In most cases, you should check the card and billing information first, then the platform. That is because most common payment failures come from card details, balance, billing address, or issuer-side verification. Once those basics are ruled out, checking the platform billing page or contacting the service provider will save more time.
No. AI subscriptions usually also require billing information to match, online verification to pass, recurring charges to be supported, and the balance and card status to remain valid for future renewals. Simply supporting international payments is not enough to cover the full subscription lifecycle.
Because OpenAI clearly separates the billing systems for ChatGPT and the API. Membership subscriptions and API credit top-ups are not the same payment scenario and are not managed in the same backend.
No. Anthropic separates standard user subscriptions from developer API / Console billing, and API usage requires adding organizational usage credits, entering payment information, and funding the account first.
Prioritize three things: whether the fee structure is transparent, whether it is easy to top up and maintain balance separately, and whether you can quickly check billing and transaction records when problems occur. For API users, auto-recharge and refill rules should also be reviewed.
The safer approach is to evaluate it by use case. Web subscriptions place more emphasis on first-charge success and renewal continuity, while API top-ups place more emphasis on credit replenishment and budget control.
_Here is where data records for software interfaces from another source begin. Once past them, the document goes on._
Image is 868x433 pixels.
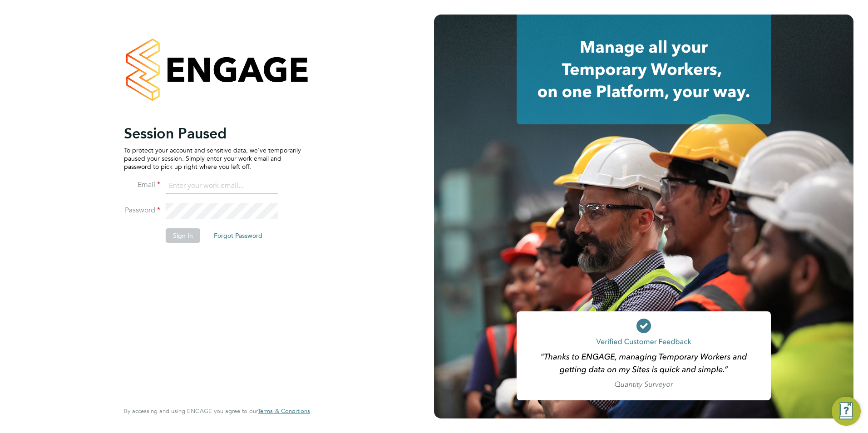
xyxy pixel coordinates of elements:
input: Enter your work email... [166,178,278,194]
h2: Session Paused [124,125,301,142]
button: Engage Resource Center [832,397,861,426]
span: By accessing and using ENGAGE you agree to our [124,407,310,415]
a: Terms & Conditions [258,407,310,415]
label: Email [124,180,160,190]
p: To protect your account and sensitive data, we've temporarily paused your session. Simply enter y... [124,146,301,171]
button: Sign In [166,228,200,243]
label: Password [124,206,160,215]
button: Forgot Password [206,228,270,243]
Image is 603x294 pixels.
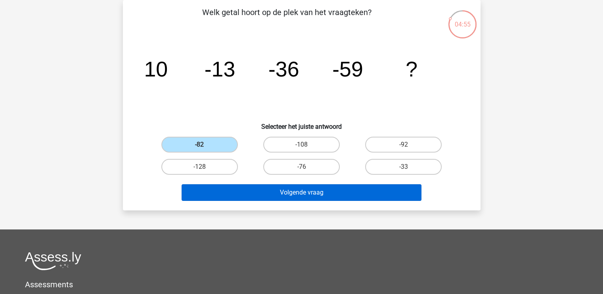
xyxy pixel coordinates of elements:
label: -128 [161,159,238,175]
label: -92 [365,137,441,153]
h6: Selecteer het juiste antwoord [136,116,468,130]
div: 04:55 [447,10,477,29]
tspan: ? [405,57,417,81]
h5: Assessments [25,280,578,289]
tspan: -13 [204,57,235,81]
label: -108 [263,137,340,153]
tspan: -36 [268,57,299,81]
label: -76 [263,159,340,175]
button: Volgende vraag [181,184,421,201]
label: -82 [161,137,238,153]
label: -33 [365,159,441,175]
img: Assessly logo [25,252,81,270]
tspan: -59 [332,57,363,81]
p: Welk getal hoort op de plek van het vraagteken? [136,6,438,30]
tspan: 10 [144,57,168,81]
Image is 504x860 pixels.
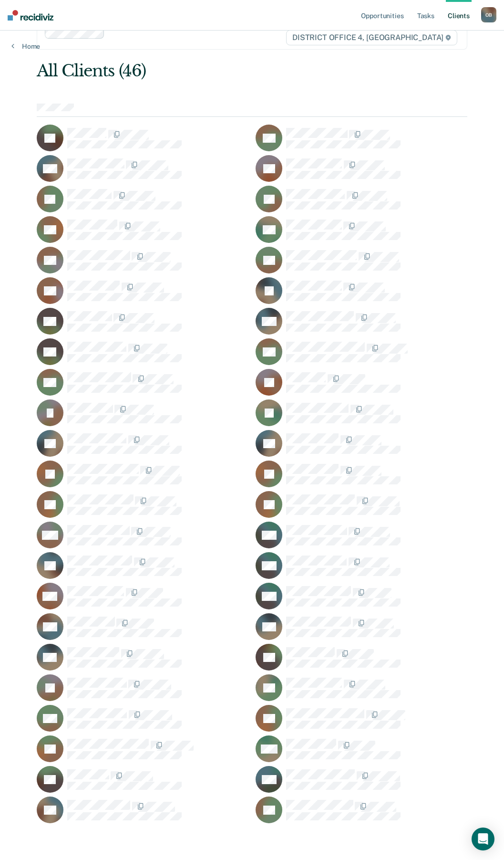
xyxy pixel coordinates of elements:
div: All Clients (46) [36,61,381,80]
span: DISTRICT OFFICE 4, [GEOGRAPHIC_DATA] [287,30,457,46]
div: Open Intercom Messenger [472,828,495,851]
a: Home [12,42,40,51]
div: O B [481,7,496,23]
img: Recidiviz [8,10,53,20]
button: OB [481,7,496,23]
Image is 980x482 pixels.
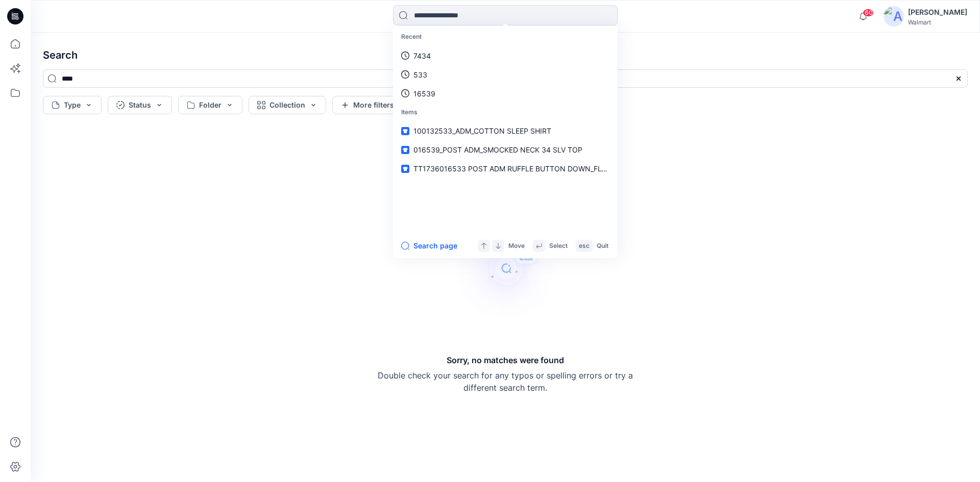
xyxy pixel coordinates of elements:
h4: Search [35,41,976,70]
p: 533 [413,70,427,80]
p: Items [395,103,616,122]
img: Sorry, no matches were found [444,207,567,329]
button: Search page [401,240,457,252]
button: Collection [249,96,326,114]
div: Walmart [908,18,967,26]
a: 100132533_ADM_COTTON SLEEP SHIRT [395,122,616,140]
a: TT1736016533 POST ADM RUFFLE BUTTON DOWN_FLT005 [395,159,616,178]
p: esc [579,241,590,251]
button: Type [43,96,102,114]
p: 7434 [413,51,431,61]
button: Status [108,96,172,114]
img: avatar [884,6,904,27]
p: Select [549,241,568,251]
span: 016539_POST ADM_SMOCKED NECK 34 SLV TOP [413,145,582,154]
span: TT1736016533 POST ADM RUFFLE BUTTON DOWN_FLT005 [413,164,620,173]
p: Recent [395,27,616,46]
button: Folder [178,96,243,114]
a: 7434 [395,46,616,66]
button: More filters [332,96,403,114]
a: 016539_POST ADM_SMOCKED NECK 34 SLV TOP [395,140,616,159]
span: 100132533_ADM_COTTON SLEEP SHIRT [413,126,552,135]
h5: Sorry, no matches were found [447,354,564,366]
a: 16539 [395,84,616,103]
p: 16539 [413,88,435,99]
div: [PERSON_NAME] [908,6,967,18]
p: Quit [597,241,608,251]
p: Double check your search for any typos or spelling errors or try a different search term. [378,369,633,394]
a: 533 [395,66,616,84]
span: 60 [862,9,874,17]
p: Move [508,241,525,251]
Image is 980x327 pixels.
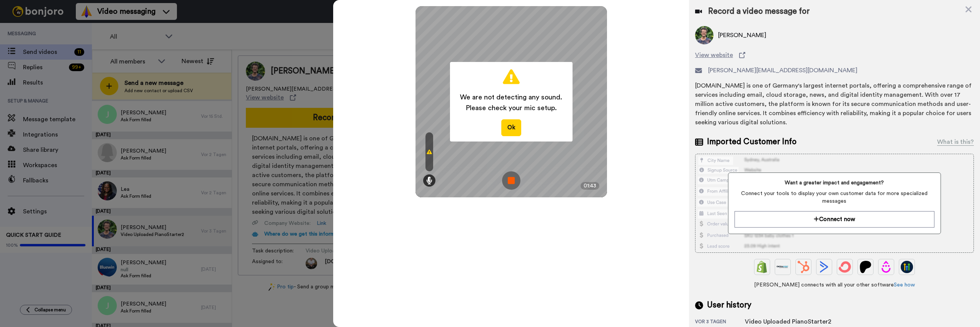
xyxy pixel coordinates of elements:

BiyaPay Speed Card can serve as a standalone payment card for these scenarios, but whether it is suitable for binding multiple services at the same time still depends on your usage frequency, balance-management habits, and fee tolerance.
Because renewal depends on the actual status at the next billing cycle, not on whether the first payment succeeded. If the balance is insufficient, billing details changed, the card becomes abnormal, or the issuer blocks a recurring charge, the renewal can still fail.
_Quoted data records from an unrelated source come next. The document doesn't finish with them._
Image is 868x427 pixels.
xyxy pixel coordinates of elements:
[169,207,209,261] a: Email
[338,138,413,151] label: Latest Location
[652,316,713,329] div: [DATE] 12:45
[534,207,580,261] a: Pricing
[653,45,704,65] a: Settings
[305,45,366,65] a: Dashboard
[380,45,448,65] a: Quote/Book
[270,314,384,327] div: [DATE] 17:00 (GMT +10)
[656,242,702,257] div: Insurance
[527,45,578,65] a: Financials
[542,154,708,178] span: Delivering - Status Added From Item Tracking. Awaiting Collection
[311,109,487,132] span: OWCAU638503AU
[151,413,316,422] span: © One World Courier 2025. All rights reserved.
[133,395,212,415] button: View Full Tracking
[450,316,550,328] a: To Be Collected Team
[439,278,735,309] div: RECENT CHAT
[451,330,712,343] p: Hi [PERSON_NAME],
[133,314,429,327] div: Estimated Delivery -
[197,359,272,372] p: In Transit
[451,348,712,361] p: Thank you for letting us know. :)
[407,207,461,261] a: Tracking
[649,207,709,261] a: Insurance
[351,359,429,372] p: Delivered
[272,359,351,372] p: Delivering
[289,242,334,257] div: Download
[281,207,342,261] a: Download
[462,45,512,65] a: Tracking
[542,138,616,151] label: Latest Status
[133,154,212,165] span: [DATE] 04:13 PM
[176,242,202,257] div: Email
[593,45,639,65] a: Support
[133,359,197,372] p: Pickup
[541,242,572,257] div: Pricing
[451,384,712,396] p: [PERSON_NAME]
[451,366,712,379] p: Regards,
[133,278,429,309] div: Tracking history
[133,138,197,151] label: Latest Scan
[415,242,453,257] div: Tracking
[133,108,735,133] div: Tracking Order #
According to BiyaPay’s current public fee schedule, the Speed Card has no annual fee, uses USD as its billing currency, charges a 1.8% top-up fee, a USD 2 card issuance fee per card, a 2% refund fee, and a USD 0.5 fee per transaction. Before applying, it is still best to confirm the latest information on the live fee page.
If you still have not decided which card to use, the most efficient order is: first confirm whether you are paying for a ChatGPT / Claude web subscription or OpenAI API / Claude API credits; then review BiyaPay’s Speed Card application page and the Speed Card fee schedule to confirm whether the card fits your current usage pattern; and only then go to the relevant platform to link the card, make the first payment, or add credits.
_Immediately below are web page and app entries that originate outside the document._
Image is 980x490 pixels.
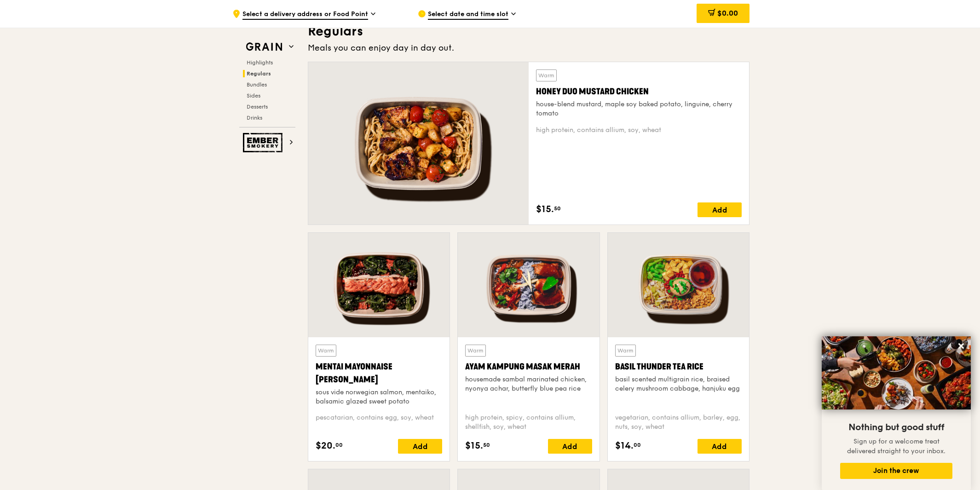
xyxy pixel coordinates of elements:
[536,85,742,98] div: Honey Duo Mustard Chicken
[615,361,742,373] div: Basil Thunder Tea Rice
[615,439,634,453] span: $14.
[243,133,285,152] img: Ember Smokery web logo
[465,361,592,373] div: Ayam Kampung Masak Merah
[465,439,483,453] span: $15.
[554,205,561,212] span: 50
[315,388,442,406] div: sous vide norwegian salmon, mentaiko, balsamic glazed sweet potato
[548,439,592,454] div: Add
[697,202,742,217] div: Add
[536,69,557,82] div: Warm
[308,23,750,39] h3: Regulars
[428,10,509,20] span: Select date and time slot
[247,114,263,121] span: Drinks
[536,202,554,216] span: $15.
[335,441,343,449] span: 00
[536,100,742,118] div: house-blend mustard, maple soy baked potato, linguine, cherry tomato
[315,439,335,453] span: $20.
[315,345,336,356] div: Warm
[247,59,273,66] span: Highlights
[465,345,486,356] div: Warm
[465,413,592,431] div: high protein, spicy, contains allium, shellfish, soy, wheat
[247,70,271,77] span: Regulars
[308,41,750,54] div: Meals you can enjoy day in day out.
[398,439,442,454] div: Add
[243,39,285,55] img: Grain web logo
[848,422,944,433] span: Nothing but good stuff
[634,441,641,449] span: 00
[822,336,971,409] img: DSC07876-Edit02-Large.jpeg
[697,439,742,454] div: Add
[247,104,268,110] span: Desserts
[615,413,742,431] div: vegetarian, contains allium, barley, egg, nuts, soy, wheat
[717,9,738,17] span: $0.00
[315,413,442,431] div: pescatarian, contains egg, soy, wheat
[247,82,267,88] span: Bundles
[615,345,636,356] div: Warm
[242,10,368,20] span: Select a delivery address or Food Point
[954,338,969,353] button: Close
[315,361,442,386] div: Mentai Mayonnaise [PERSON_NAME]
[247,92,260,99] span: Sides
[483,441,490,449] span: 50
[840,463,952,479] button: Join the crew
[536,126,742,134] div: high protein, contains allium, soy, wheat
[615,375,742,393] div: basil scented multigrain rice, braised celery mushroom cabbage, hanjuku egg
[847,438,946,455] span: Sign up for a welcome treat delivered straight to your inbox.
[465,375,592,393] div: housemade sambal marinated chicken, nyonya achar, butterfly blue pea rice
The value of this sequence is not that it “guarantees success,” but that it narrows the payment problem into something more specific: is it a mismatch in subscription scenario, an unsuitable fee structure, insufficient balance, or a billing configuration issue on the platform itself?
If you have already decided to manage AI spending separately, you can start with how to open a BiyaPay Speed Card, then review the Speed Card feature guide together with the related help pages to understand billing, withdrawals, freezes, and unfreeze rules. For users who need to subscribe to multiple AI tools over time, or use both web subscriptions and APIs, this path of first identifying the scenario, then applying for the card, and then managing the balance is usually more reliable than paying first and troubleshooting later.
*This article is provided for general information purposes and does not constitute legal, tax or other professional advice from BiyaPay or its subsidiaries and its affiliates, and it is not intended as a substitute for obtaining advice from a financial advisor or any other professional.
We make no representations, warranties or warranties, express or implied, as to the accuracy, completeness or timeliness of the contents of this publication.